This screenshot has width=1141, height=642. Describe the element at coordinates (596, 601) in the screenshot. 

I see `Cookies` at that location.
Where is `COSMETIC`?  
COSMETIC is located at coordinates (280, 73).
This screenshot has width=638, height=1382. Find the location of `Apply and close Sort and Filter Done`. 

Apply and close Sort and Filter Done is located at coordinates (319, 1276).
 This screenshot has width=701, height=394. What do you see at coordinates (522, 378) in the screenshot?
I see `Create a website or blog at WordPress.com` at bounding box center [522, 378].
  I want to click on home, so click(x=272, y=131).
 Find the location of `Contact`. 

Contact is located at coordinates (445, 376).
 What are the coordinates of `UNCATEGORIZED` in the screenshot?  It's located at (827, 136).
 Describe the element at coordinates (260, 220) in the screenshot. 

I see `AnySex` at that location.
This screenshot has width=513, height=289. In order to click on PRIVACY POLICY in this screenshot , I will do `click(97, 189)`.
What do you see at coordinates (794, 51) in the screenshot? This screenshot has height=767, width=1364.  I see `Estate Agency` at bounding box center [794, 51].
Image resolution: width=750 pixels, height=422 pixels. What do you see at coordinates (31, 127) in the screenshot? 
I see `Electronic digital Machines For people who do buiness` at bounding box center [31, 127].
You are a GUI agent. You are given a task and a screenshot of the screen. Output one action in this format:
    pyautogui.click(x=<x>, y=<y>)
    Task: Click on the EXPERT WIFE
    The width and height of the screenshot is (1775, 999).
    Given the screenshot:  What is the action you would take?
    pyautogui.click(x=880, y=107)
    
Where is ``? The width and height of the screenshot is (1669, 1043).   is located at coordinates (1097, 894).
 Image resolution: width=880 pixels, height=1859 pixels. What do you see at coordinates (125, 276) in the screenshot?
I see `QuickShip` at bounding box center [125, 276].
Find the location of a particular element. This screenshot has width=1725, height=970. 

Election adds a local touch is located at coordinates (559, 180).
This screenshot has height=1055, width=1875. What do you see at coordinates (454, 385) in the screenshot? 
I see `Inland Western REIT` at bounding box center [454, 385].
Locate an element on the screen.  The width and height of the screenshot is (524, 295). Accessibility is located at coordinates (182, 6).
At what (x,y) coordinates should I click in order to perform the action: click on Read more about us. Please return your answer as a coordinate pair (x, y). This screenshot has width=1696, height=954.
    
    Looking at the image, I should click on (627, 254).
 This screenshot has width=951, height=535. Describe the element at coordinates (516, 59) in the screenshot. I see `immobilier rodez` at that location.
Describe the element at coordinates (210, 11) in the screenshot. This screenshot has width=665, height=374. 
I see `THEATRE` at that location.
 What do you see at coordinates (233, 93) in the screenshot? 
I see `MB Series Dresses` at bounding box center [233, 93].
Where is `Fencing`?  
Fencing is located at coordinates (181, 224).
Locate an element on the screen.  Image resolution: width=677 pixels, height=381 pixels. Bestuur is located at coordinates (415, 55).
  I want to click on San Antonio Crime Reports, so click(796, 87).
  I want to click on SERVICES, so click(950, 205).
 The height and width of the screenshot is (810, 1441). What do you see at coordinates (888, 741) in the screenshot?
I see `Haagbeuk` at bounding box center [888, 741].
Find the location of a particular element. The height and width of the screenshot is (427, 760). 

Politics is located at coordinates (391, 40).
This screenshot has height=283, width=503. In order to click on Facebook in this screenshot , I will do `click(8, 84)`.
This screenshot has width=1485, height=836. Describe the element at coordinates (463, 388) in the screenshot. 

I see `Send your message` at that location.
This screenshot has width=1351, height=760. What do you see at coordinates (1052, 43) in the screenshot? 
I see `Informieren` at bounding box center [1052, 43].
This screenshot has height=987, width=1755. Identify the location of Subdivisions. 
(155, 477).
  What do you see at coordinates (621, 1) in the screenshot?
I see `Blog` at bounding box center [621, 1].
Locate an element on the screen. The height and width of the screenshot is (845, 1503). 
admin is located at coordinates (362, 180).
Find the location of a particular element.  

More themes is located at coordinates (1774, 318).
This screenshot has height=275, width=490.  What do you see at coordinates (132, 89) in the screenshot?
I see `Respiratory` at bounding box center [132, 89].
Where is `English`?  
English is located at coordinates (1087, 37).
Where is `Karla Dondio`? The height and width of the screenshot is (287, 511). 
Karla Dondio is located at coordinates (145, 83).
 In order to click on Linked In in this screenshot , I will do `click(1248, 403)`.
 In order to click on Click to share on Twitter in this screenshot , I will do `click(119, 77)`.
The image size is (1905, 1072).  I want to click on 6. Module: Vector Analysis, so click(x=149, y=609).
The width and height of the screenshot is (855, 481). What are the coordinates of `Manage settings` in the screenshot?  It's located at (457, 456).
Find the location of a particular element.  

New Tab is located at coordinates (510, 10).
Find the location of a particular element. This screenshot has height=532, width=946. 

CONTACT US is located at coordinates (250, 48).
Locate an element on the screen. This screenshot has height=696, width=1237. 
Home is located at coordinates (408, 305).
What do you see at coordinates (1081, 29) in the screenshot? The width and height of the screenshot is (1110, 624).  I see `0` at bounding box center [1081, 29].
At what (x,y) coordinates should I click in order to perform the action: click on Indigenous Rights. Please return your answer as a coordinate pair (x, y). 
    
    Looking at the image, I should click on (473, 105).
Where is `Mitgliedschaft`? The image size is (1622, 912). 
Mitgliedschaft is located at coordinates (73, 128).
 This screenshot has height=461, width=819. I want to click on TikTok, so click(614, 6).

□ □ □ □ □

Problem.
The task requires each record above to be restated exactly.

Exercise solution.
This screenshot has width=1141, height=642. Describe the element at coordinates (596, 601) in the screenshot. 

I see `Cookies` at that location.
Where is `COSMETIC`?  
COSMETIC is located at coordinates (280, 73).
This screenshot has width=638, height=1382. Find the location of `Apply and close Sort and Filter Done`. 

Apply and close Sort and Filter Done is located at coordinates (319, 1276).
 This screenshot has width=701, height=394. What do you see at coordinates (522, 378) in the screenshot?
I see `Create a website or blog at WordPress.com` at bounding box center [522, 378].
  I want to click on home, so click(x=272, y=131).
 Find the location of `Contact`. 

Contact is located at coordinates (445, 376).
 What are the coordinates of `UNCATEGORIZED` in the screenshot?  It's located at (827, 136).
 Describe the element at coordinates (260, 220) in the screenshot. 

I see `AnySex` at that location.
This screenshot has width=513, height=289. In order to click on PRIVACY POLICY in this screenshot , I will do `click(97, 189)`.
What do you see at coordinates (794, 51) in the screenshot? This screenshot has height=767, width=1364.  I see `Estate Agency` at bounding box center [794, 51].
Image resolution: width=750 pixels, height=422 pixels. What do you see at coordinates (31, 127) in the screenshot? 
I see `Electronic digital Machines For people who do buiness` at bounding box center [31, 127].
You are a GUI agent. You are given a task and a screenshot of the screen. Output one action in this format:
    pyautogui.click(x=<x>, y=<y>)
    Task: Click on the EXPERT WIFE
    The width and height of the screenshot is (1775, 999).
    Given the screenshot:  What is the action you would take?
    pyautogui.click(x=880, y=107)
    
Where is ``? The width and height of the screenshot is (1669, 1043).   is located at coordinates (1097, 894).
 Image resolution: width=880 pixels, height=1859 pixels. What do you see at coordinates (125, 276) in the screenshot?
I see `QuickShip` at bounding box center [125, 276].
Find the location of a particular element. This screenshot has width=1725, height=970. 

Election adds a local touch is located at coordinates (559, 180).
This screenshot has height=1055, width=1875. What do you see at coordinates (454, 385) in the screenshot? 
I see `Inland Western REIT` at bounding box center [454, 385].
Locate an element on the screen.  The width and height of the screenshot is (524, 295). Accessibility is located at coordinates (182, 6).
At what (x,y) coordinates should I click in order to perform the action: click on Read more about us. Please return your answer as a coordinate pair (x, y). This screenshot has width=1696, height=954.
    
    Looking at the image, I should click on (627, 254).
 This screenshot has width=951, height=535. Describe the element at coordinates (516, 59) in the screenshot. I see `immobilier rodez` at that location.
Describe the element at coordinates (210, 11) in the screenshot. This screenshot has width=665, height=374. 
I see `THEATRE` at that location.
 What do you see at coordinates (233, 93) in the screenshot? 
I see `MB Series Dresses` at bounding box center [233, 93].
Where is `Fencing`?  
Fencing is located at coordinates (181, 224).
Locate an element on the screen.  Image resolution: width=677 pixels, height=381 pixels. Bestuur is located at coordinates (415, 55).
  I want to click on San Antonio Crime Reports, so click(796, 87).
  I want to click on SERVICES, so click(950, 205).
 The height and width of the screenshot is (810, 1441). What do you see at coordinates (888, 741) in the screenshot?
I see `Haagbeuk` at bounding box center [888, 741].
Find the location of a particular element. The height and width of the screenshot is (427, 760). 

Politics is located at coordinates (391, 40).
This screenshot has height=283, width=503. In order to click on Facebook in this screenshot , I will do `click(8, 84)`.
This screenshot has width=1485, height=836. Describe the element at coordinates (463, 388) in the screenshot. 

I see `Send your message` at that location.
This screenshot has width=1351, height=760. What do you see at coordinates (1052, 43) in the screenshot? 
I see `Informieren` at bounding box center [1052, 43].
This screenshot has height=987, width=1755. Identify the location of Subdivisions. 
(155, 477).
  What do you see at coordinates (621, 1) in the screenshot?
I see `Blog` at bounding box center [621, 1].
Locate an element on the screen. The height and width of the screenshot is (845, 1503). 
admin is located at coordinates (362, 180).
Find the location of a particular element.  

More themes is located at coordinates (1774, 318).
This screenshot has height=275, width=490.  What do you see at coordinates (132, 89) in the screenshot?
I see `Respiratory` at bounding box center [132, 89].
Where is `English`?  
English is located at coordinates (1087, 37).
Where is `Karla Dondio`? The height and width of the screenshot is (287, 511). 
Karla Dondio is located at coordinates (145, 83).
 In order to click on Linked In in this screenshot , I will do `click(1248, 403)`.
 In order to click on Click to share on Twitter in this screenshot , I will do `click(119, 77)`.
The image size is (1905, 1072).  I want to click on 6. Module: Vector Analysis, so click(x=149, y=609).
The width and height of the screenshot is (855, 481). What are the coordinates of `Manage settings` in the screenshot?  It's located at (457, 456).
Find the location of a particular element.  

New Tab is located at coordinates (510, 10).
Find the location of a particular element. This screenshot has height=532, width=946. 

CONTACT US is located at coordinates (250, 48).
Locate an element on the screen. This screenshot has height=696, width=1237. 
Home is located at coordinates (408, 305).
What do you see at coordinates (1081, 29) in the screenshot? The width and height of the screenshot is (1110, 624).  I see `0` at bounding box center [1081, 29].
At what (x,y) coordinates should I click in order to perform the action: click on Indigenous Rights. Please return your answer as a coordinate pair (x, y). 
    
    Looking at the image, I should click on (473, 105).
Where is `Mitgliedschaft`? The image size is (1622, 912). 
Mitgliedschaft is located at coordinates (73, 128).
 This screenshot has height=461, width=819. I want to click on TikTok, so click(614, 6).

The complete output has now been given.